Source: PPL.

Dividend investors gravitate to stocks that will provide them with the reliable income that they need in order to support their standard of living. Yet in order for a company to sustain its dividend payouts over the long run, it needs to make sure it earns enough money to cover them. In the case of utility company PPL (PPL -1.03%), which serves electricity customers in Pennsylvania, Kentucky, Virginia, and Tennessee as well as the U.K., nervous investors worry that the company actually pays more in dividends than it has earned over the past year. Are their concerns about PPL justified? Let's take a closer look at PPL by doing a dividend payout ratio analysis to see if its attractive dividend yield is sustainable.

Dividend Stats on PPL

Current Yield

4.3%

Current Annualized Dividend Per Share

$1.49

Earnings Per Share, Trailing 12 Months

$1.31

Earnings Payout Ratio

114%

Source: Yahoo! Finance.

Should PPL dividend investors worry?
When you look at PPL's recent earnings and dividends, it's easy to come to the conclusion that the utility might not be able to keep paying dividends at their current level. On a GAAP basis, PPL has earned substantially less than it paid out in dividends since this time last year, yet the utility company hasn't pulled back on the payments it has made to shareholders. Indeed, PPL raised its dividend early this year by about 1.4%, showing the inconsistency between the company's apparent optimism about its future ability to pay dividends and its shareholders' worries.

Yet the problem that often comes up with stocks that have high earnings-based payout ratios is that generally accepted accounting principles don't always show a complete picture of how a utility is performing.
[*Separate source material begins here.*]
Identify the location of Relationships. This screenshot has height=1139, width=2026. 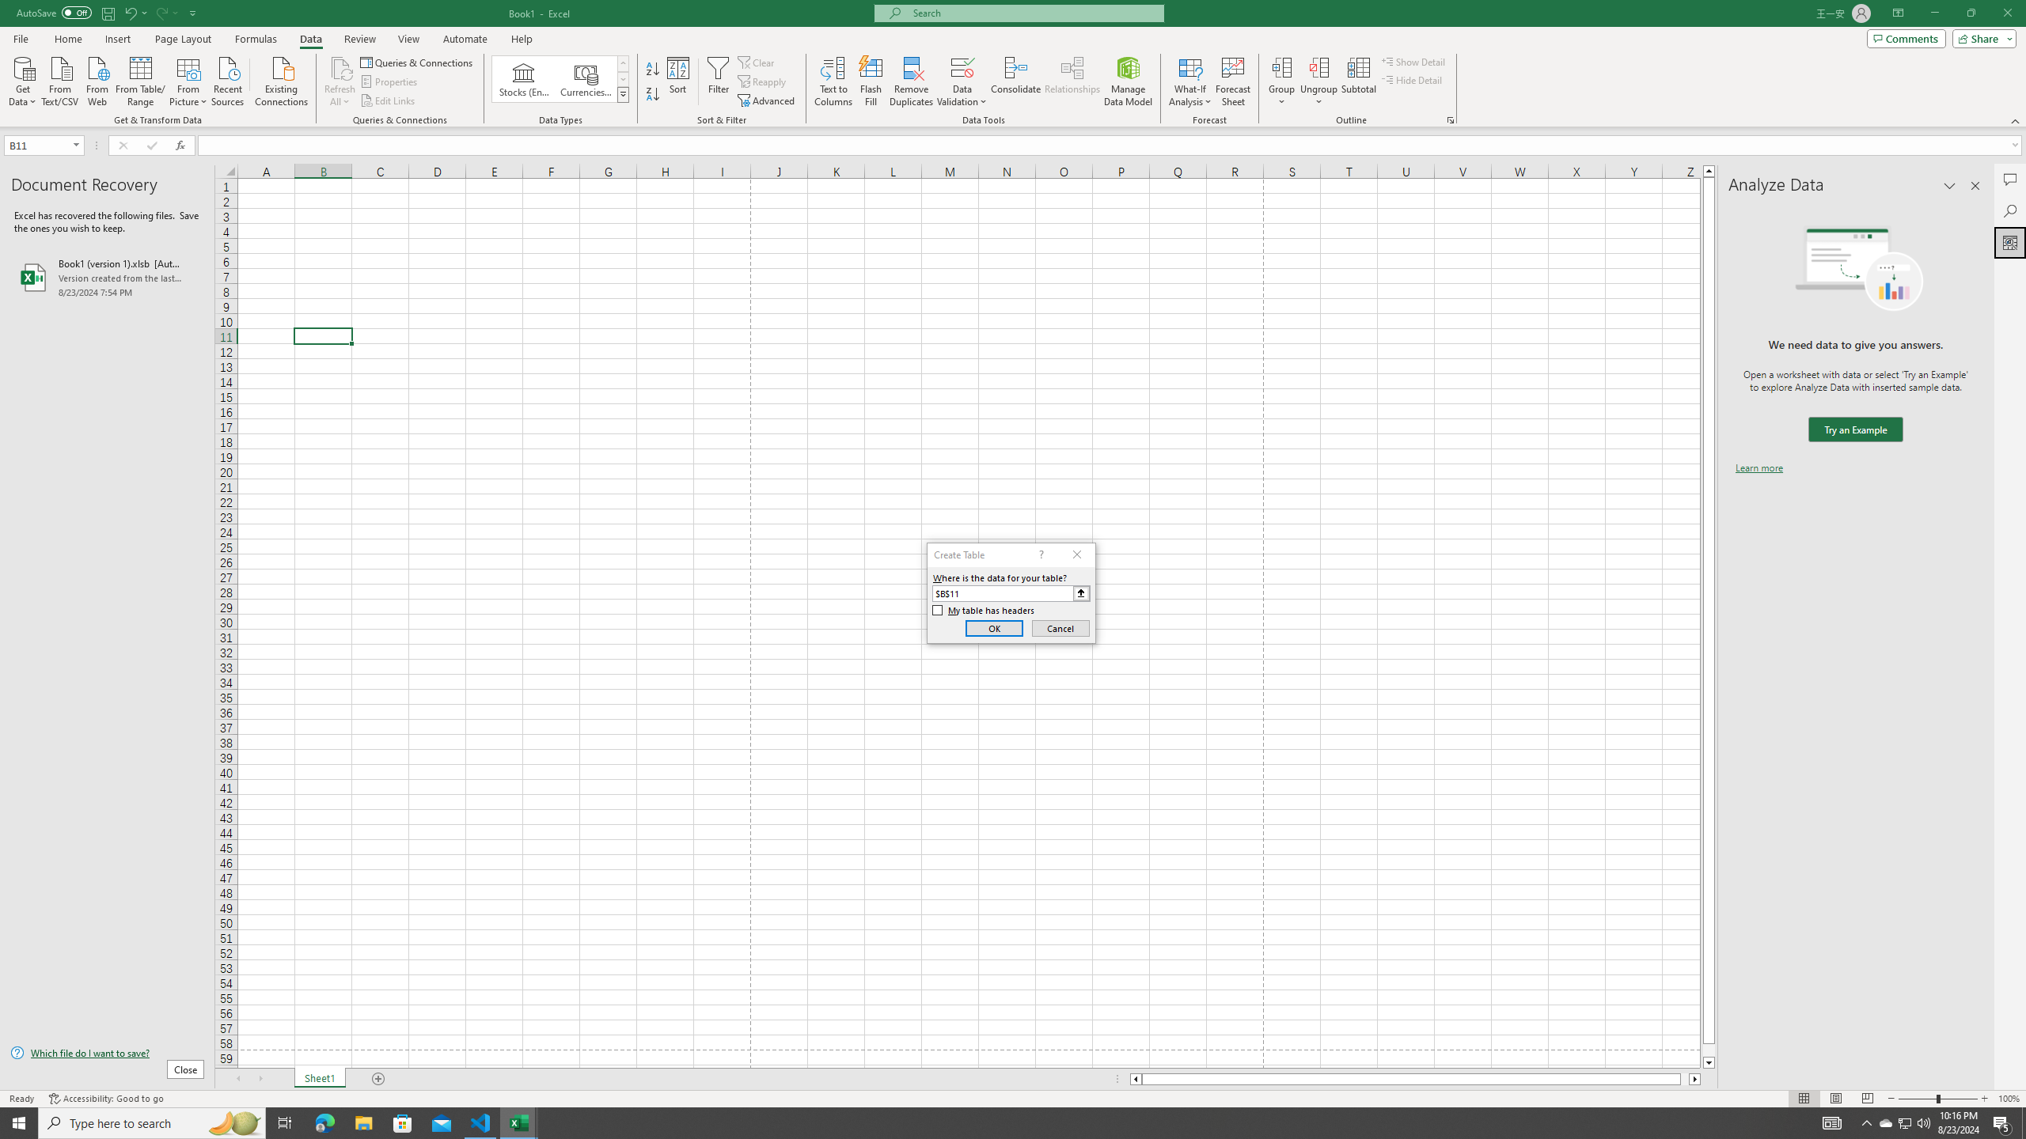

In PPL's case, a couple of things point to the utility's likely long-run success in sustaining its payout despite some short-term challenges.

Colstrip plant. Source: PPL.

The first has to do with a particular transaction that had a huge one-time impact on PPL's earnings. Last December, a PPL subsidiary terminated its operating lease agreements connected to a fractional stake in a coal-fired electrical generation plant in Colstrip, Montana. The subsidiary then purchased the fractional interests outright, paving the way for it to sell unrelated hydroelectric assets to Northwestern Energy. The accounting impact of the lease termination was a one-time charge of $697 million, or $413 million after tax. On a pre-tax basis, that charge reduced earnings by about $1.10 per share. Without the charge, PPL's earnings payout ratio would have looked a lot healthier.

The other thing to keep in mind is that as with many other utilities, PPL's cash flow tells a much different story than its net income. Notably, PPL has had more than $1.23 billion in depreciation and amortization charges over the past 12 months, and a host of other factors lift PPL's overall operating cash flow to $3.26 billion, more than triple its $944 million net income over the same period.

Still, the flip side of the cash flow argument is that PPL has aggressively ramped up the amount that it spends on capital expenditures, and that has actually left the company in a negative free cash flow situation over the past couple of years. In 2013, PPL spent more than $4.2 billion on capital expenditures, up from just $2.5 billion in 2011, and the utility is on pace to spend more than that in 2014.


Source: PPL.

Where PPL's dividends really come from
In order to make up its negative free cash flow, PPL has raised money by offering stock. Pursuant to equity units it sold in 2010 and 2011, investors were obligated to pay a set amount to buy PPL stock in 2013 and 2014, and the roughly $1.4 billion that PPL received from settling those equity units last year and the $1 billion it got this year has helped eliminate the cash flow gap.

Going forward, it's unclear whether PPL will continue needing those cash infusions. As long as PPL can avoid having restructuring charges recur, its long-term earnings outlook appears to be much more favorable. If PPL meets expectations in the years to come, then earnings payout ratios could fall back toward the 50%-70% range that PPL has generally seen. As with the entire utility sector, investors should keep an eye on PPL's debt to make sure that borrowing costs don't rise too much in coming years, but PPL's use of equity issuance has helped it avoid even greater reliance on debt, and that should help shareholders in the long run.